Technology

IBM CEO will be on the hunt for acquisitions and new businesses after spinning off services unit

IBM CEO will be on the hunt for acquisitions and new businesses after spinning off services unit

IBM shook Wall Street on Thursday with a plan to spin off its information technology services unit as a separate company. IBM’s share price, which had previously lost 7% in 2020, gained 6% on Thursday.

After buying Red Hat last year for $ 34 billion, IBM CEO Arvind Krishna is focused on the opportunity to offer software tools for companies using cloud services. The old IT services unit still generates nearly $ 20 billion in annual revenue.

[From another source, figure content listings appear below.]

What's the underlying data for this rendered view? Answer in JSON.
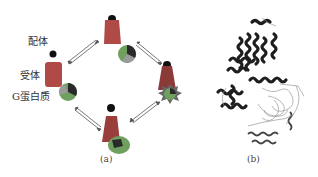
{
  "panel_a": {
    "labels": {
      "ligand": "配体",
      "receptor": "受体",
      "g_protein": "G蛋白质"
    },
    "caption": "(a)",
    "states": [
      "top",
      "right",
      "bottom",
      "left"
    ]
  },
  "panel_b": {
    "caption": "(b)",
    "description": "ribbon structure of receptor–G protein complex"
  },
  "colors": {
    "receptor": "#c0504d",
    "receptor_dark": "#8b2f2d",
    "ligand": "#111111",
    "g_alpha": "#2a2a2a",
    "g_beta": "#6a9e5a",
    "g_gamma": "#9a9a9a"
  }
}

An example that I will tell you right away where we are investing organically, I do not think about mergers and acquisitions unless you give me an interesting name, is quantum computing. It’s probably beyond the sight of most investors, but you have many options. I think it’s a market worth hundreds of billions, but it will probably take five years to develop.

I also think that there are so many elements within how the A.I. It will be applied to automate, for example, all kinds of goods (transactions) from airplanes to loans, etc. We are just at the beginning of that market.

Can we conduct mergers and acquisitions, or acquisitions, to strengthen our technology platforms? An absolute yes, without qualifications. We are open to the public. As we find things that are appropriate, we will move on and continue to do so. And part of the reason for creating two companies is that it creates the space to be able to do more of that than we could have done before.

We all recognize that the world of technology moves quite quickly. What was incredibly valuable 20 years ago still has value, but it may not have value in terms of everything else. So when the world looked to data centers, clients, and servers and embraced the Internet, I think managed infrastructure services had great value because people were struggling with that heterogeneity and that complexity.

As we move to the cloud and applications become increasingly independent of infrastructure, people make decisions about applications separately from destination. If that’s the case, infrastructure modernization is a separate purchasing decision from applications and architectural platform decisions. That implies that it is better to separate them together.

You know, maybe over a beer one day, we can discuss what belongs to a company and what belongs outside of a company. I am not an economist. I’m an absolute engineer, but I think (Ronald Coase) said that the boundaries of a company should be determined by where there is more friction outward than inward. And I think that’s the criterion. You can always find some synergy. But is it better to unlock it separately or better together? That is always the question that as a leader like me, you are always thinking about.

So today, that part of the business would be the third in line with the massive capital investment within IBM. Number one will go to hybrid cloud, but number two would probably be listed as application service items: [NewCo] will be third. Now that they will not compete, they will be the first. I think we all agree that that makes a difference.

Two, the margin profiles of the two companies are quite different. So they can afford to do business. Or they can make deals that really [work] for them that we may not do today.

Three, when I look at partnerships, there are a lot of people who will agree to partner with NewCo and who might be a bit reluctant today as they might compete with other parts of existing IBM. So I think those three generate a lot of growth.

Well, until the spin-out, we are one company and they will not use another. We won’t have any control over them, let me be clear.